Mrs. C: "She always has a clever answer."

Patience: "Knowest thou 'tis eventide and thou art
trifling with thy humble servant's wits?"

Mr. B: "Are we supposed to be brighter in the evening?"

Patience: "May, candle light should shoo the
chickens to roost."

Mrs. C: "We ought to be asleep instead of crossing
wits with her. Give us some more."

Patience: "Thee hat a gnawing void."

Mrs. C: "In what way? I don't see that."

Patience: "Didst ever see a void?"

(Then the following poem came.)

--Where Should I Sing?--

"Can I then hope to to toar from out my
heart the song 'twould tell to thee?
Were I to sing unto the woodland, 'twould
be thy song.

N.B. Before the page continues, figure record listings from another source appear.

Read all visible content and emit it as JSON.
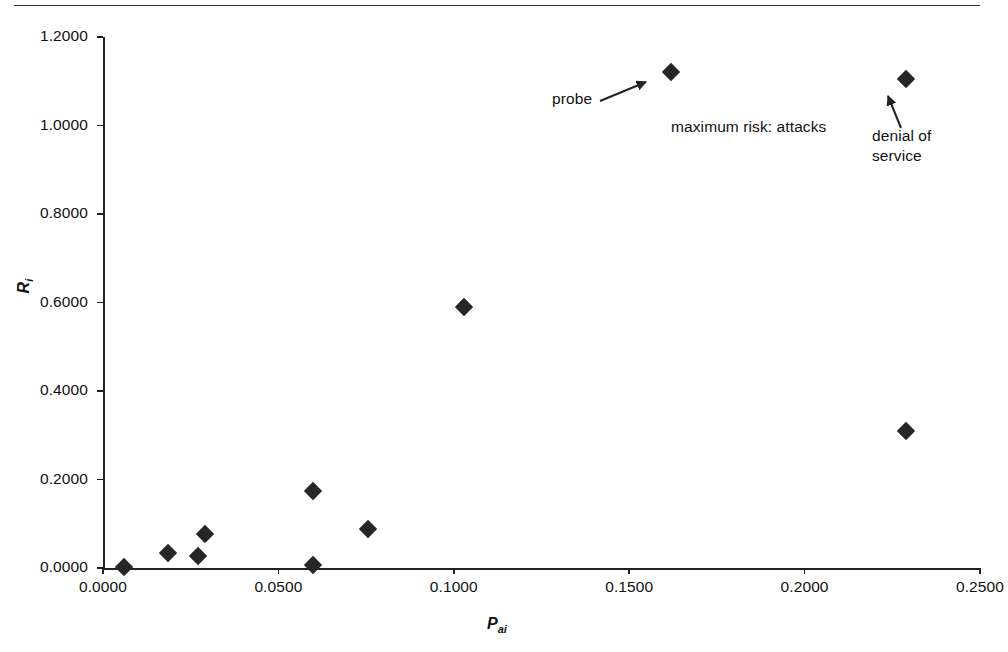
{
  "page": {
    "top_rule": "horizontal-rule",
    "background": "#ffffff",
    "marker_color": "#262626",
    "axis_color": "#222222"
  },
  "chart_data": {
    "type": "scatter",
    "title": "",
    "subtitle": "",
    "xlabel": "P",
    "xlabel_sub": "ai",
    "ylabel": "R",
    "ylabel_sub": "i",
    "xlim": [
      0.0,
      0.25
    ],
    "ylim": [
      0.0,
      1.2
    ],
    "grid": false,
    "legend": "none",
    "xticks": [
      "0.0000",
      "0.0500",
      "0.1000",
      "0.1500",
      "0.2000",
      "0.2500"
    ],
    "xtick_values": [
      0.0,
      0.05,
      0.1,
      0.15,
      0.2,
      0.25
    ],
    "yticks": [
      "0.0000",
      "0.2000",
      "0.4000",
      "0.6000",
      "0.8000",
      "1.0000",
      "1.2000"
    ],
    "ytick_values": [
      0.0,
      0.2,
      0.4,
      0.6,
      0.8,
      1.0,
      1.2
    ],
    "series": [
      {
        "name": "risk",
        "marker": "diamond",
        "color": "#262626",
        "points": [
          {
            "x": 0.006,
            "y": 0.003
          },
          {
            "x": 0.0185,
            "y": 0.034
          },
          {
            "x": 0.027,
            "y": 0.026
          },
          {
            "x": 0.0292,
            "y": 0.077
          },
          {
            "x": 0.0598,
            "y": 0.1745
          },
          {
            "x": 0.06,
            "y": 0.006
          },
          {
            "x": 0.0755,
            "y": 0.089
          },
          {
            "x": 0.103,
            "y": 0.59
          },
          {
            "x": 0.162,
            "y": 1.12
          },
          {
            "x": 0.229,
            "y": 1.105
          },
          {
            "x": 0.229,
            "y": 0.31
          }
        ]
      }
    ],
    "annotations": [
      {
        "id": "probe",
        "text": "probe",
        "target_x": 0.162,
        "target_y": 1.12
      },
      {
        "id": "maximum-risk",
        "text": "maximum risk: attacks",
        "target_x": null,
        "target_y": null
      },
      {
        "id": "denial-of-service",
        "text": "denial of service",
        "target_x": 0.229,
        "target_y": 1.105
      }
    ]
  }
}
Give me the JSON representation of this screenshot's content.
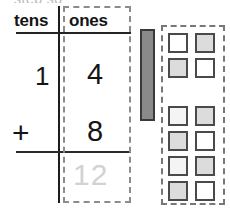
{
  "worksheet": {
    "cropped_top_text": "step      so",
    "columns": {
      "tens_label": "tens",
      "ones_label": "ones"
    },
    "problem": {
      "addend_one_tens": "1",
      "addend_one_ones": "4",
      "operator": "+",
      "addend_two_ones": "8",
      "answer_ones": "12"
    }
  },
  "manipulatives": {
    "rod": {
      "name": "ten-rod",
      "value": 10,
      "color": "#8a8a8a",
      "border_color": "#3a3a3a"
    },
    "cube_groups": [
      {
        "name": "ones-group-four",
        "count": 4,
        "shades": [
          "shade-c",
          "shade-b",
          "shade-b",
          "shade-c"
        ]
      },
      {
        "name": "ones-group-eight",
        "count": 8,
        "shades": [
          "shade-a",
          "shade-b",
          "shade-b",
          "shade-c",
          "shade-a",
          "shade-b",
          "shade-b",
          "shade-c"
        ]
      }
    ],
    "total_cubes": 12
  },
  "colors": {
    "ink": "#151515",
    "rule": "#242424",
    "dashed_outline": "#8c8c8c",
    "answer_gray": "#d2d2d2",
    "rod_fill": "#8a8a8a",
    "cube_border": "#4a4a4a"
  }
}
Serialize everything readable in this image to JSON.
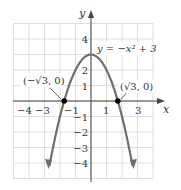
{
  "chart_data": {
    "type": "line",
    "title": "",
    "function_label": "y = −x² + 3",
    "xlabel": "x",
    "ylabel": "y",
    "xlim": [
      -5,
      4
    ],
    "ylim": [
      -5,
      5
    ],
    "grid": true,
    "x_tick_labels": [
      "−4",
      "−3",
      "−1",
      "1",
      "3"
    ],
    "y_tick_labels": [
      "4",
      "2",
      "1",
      "−1",
      "−2",
      "−3",
      "−4"
    ],
    "series": [
      {
        "name": "y = −x² + 3",
        "x": [
          -2.7,
          -2,
          -1.5,
          -1,
          -0.5,
          0,
          0.5,
          1,
          1.5,
          2,
          2.7
        ],
        "y": [
          -4.29,
          -1,
          0.75,
          2,
          2.75,
          3,
          2.75,
          2,
          0.75,
          -1,
          -4.29
        ]
      }
    ],
    "points": [
      {
        "label": "(−√3, 0)",
        "x": -1.732,
        "y": 0
      },
      {
        "label": "(√3, 0)",
        "x": 1.732,
        "y": 0
      }
    ],
    "colors": {
      "curve": "#6e6e6e",
      "grid": "#d6d6d6",
      "axis": "#444444"
    }
  }
}
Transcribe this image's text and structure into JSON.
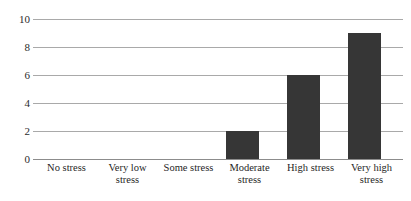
{
  "chart_data": {
    "type": "bar",
    "title": "",
    "subtitle": "",
    "xlabel": "",
    "ylabel": "",
    "categories": [
      "No stress",
      "Very low\nstress",
      "Some stress",
      "Moderate\nstress",
      "High stress",
      "Very high\nstress"
    ],
    "values": [
      0,
      0,
      0,
      2,
      6,
      9
    ],
    "ylim": [
      0,
      10
    ],
    "ytick_labels": [
      "10",
      "8",
      "6",
      "4",
      "2",
      "0"
    ],
    "ytick_values": [
      10,
      8,
      6,
      4,
      2,
      0
    ],
    "grid": true,
    "legend": "none",
    "annotations": []
  },
  "style": {
    "bar_color": "#363636",
    "gridline_color": "#a9a9a9",
    "axis_color": "#8c8c8c",
    "background_color": "#ffffff",
    "text_color": "#1f1f1f"
  }
}
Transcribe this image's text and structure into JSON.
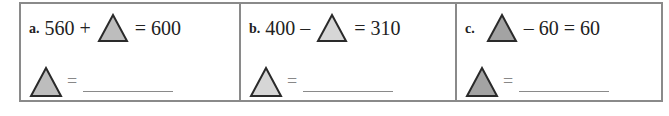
{
  "problems": [
    {
      "label": "a.",
      "before": "560 +",
      "after": "= 600",
      "triangle_color": "#bdbdbd",
      "answer_equals": "=",
      "answer_value": ""
    },
    {
      "label": "b.",
      "before": "400 –",
      "after": "= 310",
      "triangle_color": "#d6d6d6",
      "answer_equals": "=",
      "answer_value": ""
    },
    {
      "label": "c.",
      "before": "",
      "after": "– 60 = 60",
      "triangle_color": "#a3a3a3",
      "answer_equals": "=",
      "answer_value": ""
    }
  ],
  "colors": {
    "border": "#8a8a8a",
    "triangle_outline": "#2a2a2a"
  }
}
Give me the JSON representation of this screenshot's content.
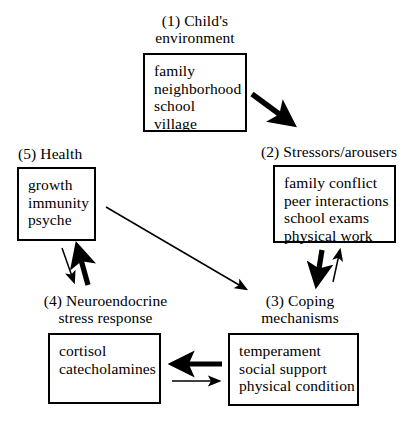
{
  "diagram": {
    "width": 414,
    "height": 423,
    "background_color": "#ffffff",
    "stroke_color": "#000000",
    "nodes": [
      {
        "id": "1",
        "label": "(1) Child's\nenvironment",
        "items": "family\nneighborhood\nschool\nvillage"
      },
      {
        "id": "2",
        "label": "(2) Stressors/arousers",
        "items": "family conflict\npeer interactions\nschool exams\nphysical work"
      },
      {
        "id": "3",
        "label": "(3) Coping\nmechanisms",
        "items": "temperament\nsocial support\nphysical condition"
      },
      {
        "id": "4",
        "label": "(4) Neuroendocrine\nstress response",
        "items": "cortisol\ncatecholamines"
      },
      {
        "id": "5",
        "label": "(5) Health",
        "items": "growth\nimmunity\npsyche"
      }
    ],
    "arrows": [
      {
        "name": "child-environment-to-stressors",
        "from": "1",
        "to": "2",
        "weight": "thick",
        "direction": "down-right"
      },
      {
        "name": "stressors-to-coping",
        "from": "2",
        "to": "3",
        "weight": "thick",
        "direction": "down"
      },
      {
        "name": "coping-to-stressors",
        "from": "3",
        "to": "2",
        "weight": "thin",
        "direction": "up"
      },
      {
        "name": "coping-to-neuroendocrine",
        "from": "3",
        "to": "4",
        "weight": "thick",
        "direction": "left"
      },
      {
        "name": "neuroendocrine-to-coping",
        "from": "4",
        "to": "3",
        "weight": "thin",
        "direction": "right"
      },
      {
        "name": "neuroendocrine-to-health",
        "from": "4",
        "to": "5",
        "weight": "thick",
        "direction": "up-right"
      },
      {
        "name": "health-to-neuroendocrine",
        "from": "5",
        "to": "4",
        "weight": "thin",
        "direction": "down-left"
      },
      {
        "name": "health-to-coping",
        "from": "5",
        "to": "3",
        "weight": "thin",
        "direction": "down-right"
      }
    ]
  }
}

Or should I pipe of happy days
when thou wert absent in my life, thou'dst
creep within the singing and every note be
thine."

"Or should I make a song unto my saddest
season, thou still wouldst sing, e'en
through my sorrowing. Thou who wert not the
essence of my song's wine has blossomed long
before, within the very grape, and ripened
with my seasons' heat and cold. Who then
denies that from my first voiced crooning, thou
hast been the vibrant chord?"
---------
"Waft ye through the world sunlight.
Throw ye to the sparrows grain that
runneth o'er the full measure! Scatter
flower petals like the wings of fluttering
butterflies, to streak the dove-gray day
with daisy gold and turn the silver mist
to fleece of gold.

"Hath the king a noble who is such a
wonderworker, or hath his jester such
a pack of tricks as thine?"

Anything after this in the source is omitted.